Bug tracking is a very important part of software development. We do projects for a lot of different company's which almost all have their own way of bugtracking, if they have it all.
Basically bugtracking is maintaining a list of issues, administering some dates, like report date to solved dates.
When you work in small teams (<3 person) a simple Excel list will do it, but in greater teams, on different locations it just becomes a mess.

Time to investigate a better solution, a bugtracking system.

We had a few requirements:
- The tool should be web based (Running on IIS)
- Projects with team members and roles
- Projects/Users only available for assigned persons
- Possibility to add fields for a specific project on the fly
- E-mail notifications for status changes etc.
- Not only suitable for bugtracking, but issue tracking in general
- If open source then ASP.NET C# as first choice
- Fast and nice looking

BugNET
The first open source project we tried was BugNET

BugNET is an issue tracking and project issue management solution built using the ASP.NET web application framework. Email notifications, reporting and per project configuration of fields and values allows efficient management of bugs, feature requests, and other issues for projects of any scale.

We downloaded it, installed it and loved it! Within 10 minutes we had an Issue tracking solution that met all of our requirements!

In BugNET you can create projects, assign team members to it giving them a standard role from Project Manager to Reader. You can also create own roles per project. A project can have categories (for instance the modules of an application) and versions that can be used as milestones for the issues. Those milestones easily translates themselves into a roadmap.
The project summary page gives a good overview with, from left to right, open issues per milestone, per category, per assignee, per status, per priority and type.
Issues can have:
- Comments
- Attachments
- Related issues
- and even time tracking

Issue changes can be notified by e-mail, and even RSS.
BugNET also supports a report solution which allows you to report to screen, PDF and Excel.
The user interface is looking nice, clean and to the point.

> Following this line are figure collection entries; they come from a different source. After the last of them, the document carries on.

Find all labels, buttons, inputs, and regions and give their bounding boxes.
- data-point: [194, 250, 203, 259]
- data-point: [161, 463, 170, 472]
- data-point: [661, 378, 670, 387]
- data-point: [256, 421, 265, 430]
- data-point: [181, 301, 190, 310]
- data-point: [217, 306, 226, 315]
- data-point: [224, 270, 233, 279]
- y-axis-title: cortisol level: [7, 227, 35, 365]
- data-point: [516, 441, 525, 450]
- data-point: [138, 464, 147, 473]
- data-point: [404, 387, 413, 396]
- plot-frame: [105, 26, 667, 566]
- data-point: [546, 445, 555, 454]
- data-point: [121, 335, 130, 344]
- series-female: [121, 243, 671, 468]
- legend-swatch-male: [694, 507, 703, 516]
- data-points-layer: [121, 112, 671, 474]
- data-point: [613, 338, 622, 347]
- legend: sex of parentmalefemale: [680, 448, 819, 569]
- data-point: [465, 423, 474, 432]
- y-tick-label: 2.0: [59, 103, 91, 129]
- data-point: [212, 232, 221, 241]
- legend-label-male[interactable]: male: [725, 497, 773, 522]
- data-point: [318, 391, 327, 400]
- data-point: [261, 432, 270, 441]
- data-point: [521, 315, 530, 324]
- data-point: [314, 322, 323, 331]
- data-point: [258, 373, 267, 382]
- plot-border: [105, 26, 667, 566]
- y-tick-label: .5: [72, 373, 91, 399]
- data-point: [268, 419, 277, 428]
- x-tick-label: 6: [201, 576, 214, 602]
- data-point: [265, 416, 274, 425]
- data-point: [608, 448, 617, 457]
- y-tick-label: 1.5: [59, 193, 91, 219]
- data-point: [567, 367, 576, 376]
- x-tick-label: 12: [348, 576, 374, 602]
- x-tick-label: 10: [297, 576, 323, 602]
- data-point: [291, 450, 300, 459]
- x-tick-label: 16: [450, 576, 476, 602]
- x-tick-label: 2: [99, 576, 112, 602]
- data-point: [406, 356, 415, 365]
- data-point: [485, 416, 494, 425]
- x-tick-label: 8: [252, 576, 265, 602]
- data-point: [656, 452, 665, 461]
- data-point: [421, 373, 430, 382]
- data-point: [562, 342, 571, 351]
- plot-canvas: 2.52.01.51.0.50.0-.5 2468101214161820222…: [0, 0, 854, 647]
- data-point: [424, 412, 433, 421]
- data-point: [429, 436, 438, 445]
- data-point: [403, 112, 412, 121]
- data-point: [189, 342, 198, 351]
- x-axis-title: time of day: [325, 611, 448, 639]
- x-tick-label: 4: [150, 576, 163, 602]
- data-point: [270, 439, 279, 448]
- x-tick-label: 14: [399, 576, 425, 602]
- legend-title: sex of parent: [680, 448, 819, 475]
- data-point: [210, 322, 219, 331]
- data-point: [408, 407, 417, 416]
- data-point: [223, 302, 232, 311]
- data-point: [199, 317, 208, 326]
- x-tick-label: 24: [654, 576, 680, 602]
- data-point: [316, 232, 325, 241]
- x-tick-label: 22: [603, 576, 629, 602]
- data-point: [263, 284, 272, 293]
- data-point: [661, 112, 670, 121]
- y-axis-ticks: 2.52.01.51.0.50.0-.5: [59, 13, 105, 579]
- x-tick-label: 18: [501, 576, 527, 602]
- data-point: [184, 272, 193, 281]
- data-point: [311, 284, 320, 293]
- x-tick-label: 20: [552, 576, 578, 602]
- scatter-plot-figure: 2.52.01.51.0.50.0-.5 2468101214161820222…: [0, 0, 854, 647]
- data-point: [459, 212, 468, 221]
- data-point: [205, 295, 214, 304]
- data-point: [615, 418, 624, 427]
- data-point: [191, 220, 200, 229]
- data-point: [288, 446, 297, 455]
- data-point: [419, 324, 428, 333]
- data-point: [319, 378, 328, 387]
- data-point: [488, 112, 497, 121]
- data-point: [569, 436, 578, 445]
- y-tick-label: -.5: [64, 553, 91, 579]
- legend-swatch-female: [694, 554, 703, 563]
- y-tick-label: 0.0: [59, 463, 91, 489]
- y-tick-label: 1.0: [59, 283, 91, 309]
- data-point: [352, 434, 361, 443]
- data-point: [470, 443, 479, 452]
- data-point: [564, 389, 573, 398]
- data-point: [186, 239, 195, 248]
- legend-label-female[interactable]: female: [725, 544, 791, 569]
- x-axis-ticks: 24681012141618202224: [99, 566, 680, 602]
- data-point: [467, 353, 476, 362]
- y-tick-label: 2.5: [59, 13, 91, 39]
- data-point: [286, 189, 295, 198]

BugNET has the following requirements:
- IIS 5 or later
- Microsoft .NET Framework v2.0 Redistributable
- Microsoft Report Viewer Redistributable 2005
- Microsoft ASP.NET AJAX 1.0
- Microsoft SQL Server

More on the installation can be found on the BugNET documentation page.

If you are looking for a issue(bug) tracking management solution you really should give BugNET a try!